International | Jul 15 2024
By Carley Garner, DeCarleyTrading.com
While the NASDAQ100 and S&P500 are at all-time highs, many disciplined and diversified portfolios and funds are not.
For instance, the Vanguard Target Dated 2030 Fund, designed for those looking to retire on or around 2030, offers an automated portfolio that adjusts allocation over time based on conventional diversification practices. This fund is still more than -10% below its 2021 high.
If you are wondering, this particular fund contains both domestic and global stocks and bonds of varying quality and is allocated roughly at a 60%/40% balance. In essence, it is a perfectly balanced portfolio based on pre-Fed intervention finance.
The underperformance of traditionally prudent portfolios is largely due to the worst three-year stretch ever in the bond market. Still, it also has to do with the fact that most index gains have been on the backs of a few individual stocks (namely the Magnificent Seven), not the broad market.
In short, investors practicing tried and true investing are being left behind, while those assuming outsized risks are rewarded handsomely. This is a dangerous game of musical chairs; nobody knows when and where the music will stop, but it will stop abruptly, and not everyone gets a chair.
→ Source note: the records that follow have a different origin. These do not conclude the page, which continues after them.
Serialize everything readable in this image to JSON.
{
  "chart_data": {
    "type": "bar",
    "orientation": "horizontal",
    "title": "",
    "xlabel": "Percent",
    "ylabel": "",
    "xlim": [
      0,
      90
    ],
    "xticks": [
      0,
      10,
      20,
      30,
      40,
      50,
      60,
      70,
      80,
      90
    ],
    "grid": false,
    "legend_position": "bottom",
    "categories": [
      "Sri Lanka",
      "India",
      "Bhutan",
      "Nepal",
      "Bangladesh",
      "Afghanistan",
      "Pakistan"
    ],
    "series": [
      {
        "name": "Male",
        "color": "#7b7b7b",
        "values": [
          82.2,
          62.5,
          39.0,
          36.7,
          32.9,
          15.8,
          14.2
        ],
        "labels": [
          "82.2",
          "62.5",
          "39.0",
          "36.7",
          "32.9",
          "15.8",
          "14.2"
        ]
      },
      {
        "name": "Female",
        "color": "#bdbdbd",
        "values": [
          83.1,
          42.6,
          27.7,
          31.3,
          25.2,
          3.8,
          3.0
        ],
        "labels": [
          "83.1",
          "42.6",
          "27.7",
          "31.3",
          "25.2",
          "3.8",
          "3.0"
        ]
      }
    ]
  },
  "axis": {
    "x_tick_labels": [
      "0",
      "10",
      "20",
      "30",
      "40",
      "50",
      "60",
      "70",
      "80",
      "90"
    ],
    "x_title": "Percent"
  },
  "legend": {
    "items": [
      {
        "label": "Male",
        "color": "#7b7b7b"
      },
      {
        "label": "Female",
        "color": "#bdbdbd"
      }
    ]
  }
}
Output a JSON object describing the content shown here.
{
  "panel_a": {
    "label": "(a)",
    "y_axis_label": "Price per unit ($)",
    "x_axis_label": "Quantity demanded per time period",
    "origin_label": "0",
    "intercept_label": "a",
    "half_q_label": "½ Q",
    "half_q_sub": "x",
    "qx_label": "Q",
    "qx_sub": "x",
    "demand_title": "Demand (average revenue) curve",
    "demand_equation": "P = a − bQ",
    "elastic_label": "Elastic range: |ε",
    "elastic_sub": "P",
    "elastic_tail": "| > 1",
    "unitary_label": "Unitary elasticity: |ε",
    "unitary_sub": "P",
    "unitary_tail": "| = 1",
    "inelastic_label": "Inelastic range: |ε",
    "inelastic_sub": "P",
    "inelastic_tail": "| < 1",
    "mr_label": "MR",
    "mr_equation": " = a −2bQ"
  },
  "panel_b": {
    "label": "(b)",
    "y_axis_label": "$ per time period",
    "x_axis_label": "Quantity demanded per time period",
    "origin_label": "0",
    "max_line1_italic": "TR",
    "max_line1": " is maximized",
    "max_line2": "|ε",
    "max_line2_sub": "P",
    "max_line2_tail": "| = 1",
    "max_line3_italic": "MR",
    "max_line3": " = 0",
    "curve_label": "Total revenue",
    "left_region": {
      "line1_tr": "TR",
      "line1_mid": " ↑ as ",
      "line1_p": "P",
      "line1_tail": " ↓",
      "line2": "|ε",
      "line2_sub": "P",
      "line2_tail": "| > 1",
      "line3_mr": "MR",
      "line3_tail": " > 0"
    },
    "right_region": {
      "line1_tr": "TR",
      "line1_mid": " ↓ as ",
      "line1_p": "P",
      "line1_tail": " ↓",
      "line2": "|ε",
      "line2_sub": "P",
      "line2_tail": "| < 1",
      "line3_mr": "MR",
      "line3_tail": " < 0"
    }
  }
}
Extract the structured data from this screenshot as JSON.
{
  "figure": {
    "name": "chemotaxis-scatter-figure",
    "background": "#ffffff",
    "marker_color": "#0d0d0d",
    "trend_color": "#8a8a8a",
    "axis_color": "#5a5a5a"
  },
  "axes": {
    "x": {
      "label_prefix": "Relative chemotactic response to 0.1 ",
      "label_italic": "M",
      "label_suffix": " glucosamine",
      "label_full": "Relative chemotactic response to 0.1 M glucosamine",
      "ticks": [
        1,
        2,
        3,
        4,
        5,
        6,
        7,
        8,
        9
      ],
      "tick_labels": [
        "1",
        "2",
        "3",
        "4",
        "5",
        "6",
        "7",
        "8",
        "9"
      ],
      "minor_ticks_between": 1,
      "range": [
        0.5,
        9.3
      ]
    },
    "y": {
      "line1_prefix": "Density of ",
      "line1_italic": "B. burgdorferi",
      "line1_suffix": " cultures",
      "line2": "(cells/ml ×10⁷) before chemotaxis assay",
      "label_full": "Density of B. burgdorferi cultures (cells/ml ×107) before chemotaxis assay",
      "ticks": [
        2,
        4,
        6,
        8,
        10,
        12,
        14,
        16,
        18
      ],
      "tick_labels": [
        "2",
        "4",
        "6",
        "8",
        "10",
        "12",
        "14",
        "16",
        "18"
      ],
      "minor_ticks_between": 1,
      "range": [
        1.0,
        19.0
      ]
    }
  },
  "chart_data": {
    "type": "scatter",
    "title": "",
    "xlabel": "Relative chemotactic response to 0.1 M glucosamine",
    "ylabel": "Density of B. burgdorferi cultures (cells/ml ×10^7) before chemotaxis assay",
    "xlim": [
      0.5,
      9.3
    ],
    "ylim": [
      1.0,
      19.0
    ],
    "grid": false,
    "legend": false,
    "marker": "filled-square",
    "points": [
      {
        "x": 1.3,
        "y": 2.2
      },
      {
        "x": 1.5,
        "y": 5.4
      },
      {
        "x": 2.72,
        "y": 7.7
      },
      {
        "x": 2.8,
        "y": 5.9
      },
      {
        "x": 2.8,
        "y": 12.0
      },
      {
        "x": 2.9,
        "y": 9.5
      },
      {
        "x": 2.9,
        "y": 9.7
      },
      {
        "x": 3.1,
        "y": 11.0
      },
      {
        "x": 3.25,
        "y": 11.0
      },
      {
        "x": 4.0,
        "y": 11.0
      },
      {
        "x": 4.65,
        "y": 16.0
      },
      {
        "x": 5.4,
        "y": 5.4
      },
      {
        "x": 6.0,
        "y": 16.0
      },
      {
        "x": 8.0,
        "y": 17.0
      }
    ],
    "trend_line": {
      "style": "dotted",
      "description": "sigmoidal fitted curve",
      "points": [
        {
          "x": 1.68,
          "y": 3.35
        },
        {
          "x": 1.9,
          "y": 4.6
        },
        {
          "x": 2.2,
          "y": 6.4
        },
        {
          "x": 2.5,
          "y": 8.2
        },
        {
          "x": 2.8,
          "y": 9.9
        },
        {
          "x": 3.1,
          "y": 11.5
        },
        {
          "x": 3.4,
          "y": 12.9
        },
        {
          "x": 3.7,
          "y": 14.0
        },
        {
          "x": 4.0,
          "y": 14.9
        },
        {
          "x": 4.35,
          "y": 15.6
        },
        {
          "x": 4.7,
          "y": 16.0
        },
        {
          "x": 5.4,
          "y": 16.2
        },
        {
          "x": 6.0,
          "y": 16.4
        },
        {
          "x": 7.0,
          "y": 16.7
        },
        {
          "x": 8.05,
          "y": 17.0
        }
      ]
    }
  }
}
History is repeating itself. I was in my early 20s during the dot.com bubble pop, but I’ll never forget its ramifications on those around me. I watched one relative grow a modest nest egg of US$200,000 to US$300,000 into tens of millions by throwing caution to the wind and allocating the funds into three individual stocks (Worldcom, Level 3 Communications, and I forgot the other).
The success of the undiversified portfolio was stellar; near the peak, I believe it was close to US$13,000,000. Even wilder, the portfolio peak occurred despite large withdrawals for lavish spending on high roller style trips to Las Vegas, a custom-built home featured in Home and Garden Magazine, and an impressive collection of vehicles.
Ignoring fundamental diversification strategies allowed this portfolio to flourish, but in the end, the lack of diversification wiped it out in a devastating fashion. It is possible to get rich by taking excessive risks (even for those who don’t realise their investment strategies are aggressive), but staying rich with such an approach to the market is a different story.
Fear of missing out is real. Nobody wants to be the one watching others “get rich” from the sidelines, but investing and building wealth is a marathon, not a sprint. There is a time to press the gas and another to tap the brakes.
Ironically, the appropriate times to do either is when it is least comfortable and popular. Many of the voices that were wildly bearish a few years ago as the S&P500 was testing the mid-3,000s are now adjusting targets higher. They were wrong then, and they might be wrong again. Stay on your toes and mind your risk.
For those keeping score, while others were pounding the recession table and looking for lower equities last year, we had been suggesting 5,150 was a real possibility. That opinion was met with quite a bit of pushback and even some name-calling, but as it turns out, our projection was far too conservative.
While I wouldn’t have believed it a few months ago, the chart has opened up to the possibility of the S&P reaching 6,150!
The problem is that sticking the course to capture another 400 points in the S&P requires acceptance of at least double, but likely triple, the risk. I’m not an investment advisor; I’m just a futures and options broker. However, in my personal finances, I’ve been systematically de-risking as the market inches higher and have encouraged my brokerage clients to hedge their downside risk with risk reversals or similar strategies.
Risk reversals involve selling a call option and using the proceeds to purchase a put option. In short, it is free insurance. The opportunity cost of using the market’s money to buy your portfolio insurance is giving up portfolio gains above the strike price of the short call option.
Protection should be bought when you can, not when you must. Volatility is historically low, and the indices are at all-time highs. There has never been a better time to hedge; it is possible to purchase proximal insurance for far less than is normally the case.
Today, an investor can hedge their equity risk by selling a December e-Mini S&P 500 6100 call for about 50 points and using the proceeds to purchase a 5100 put. This allows the portfolio to grow to the next trendline but takes the tail risk away under 5100.
DeCarley Trading (a division of Zaner)
Twitter:@carleygarner
info@decarleytrading.com
www.DeCarleyTrading.com
www.TradingCommodityOptions.com
www.HigherProbabilityCommodityTradingBook.com
Views expressed are not by association FNArena’s.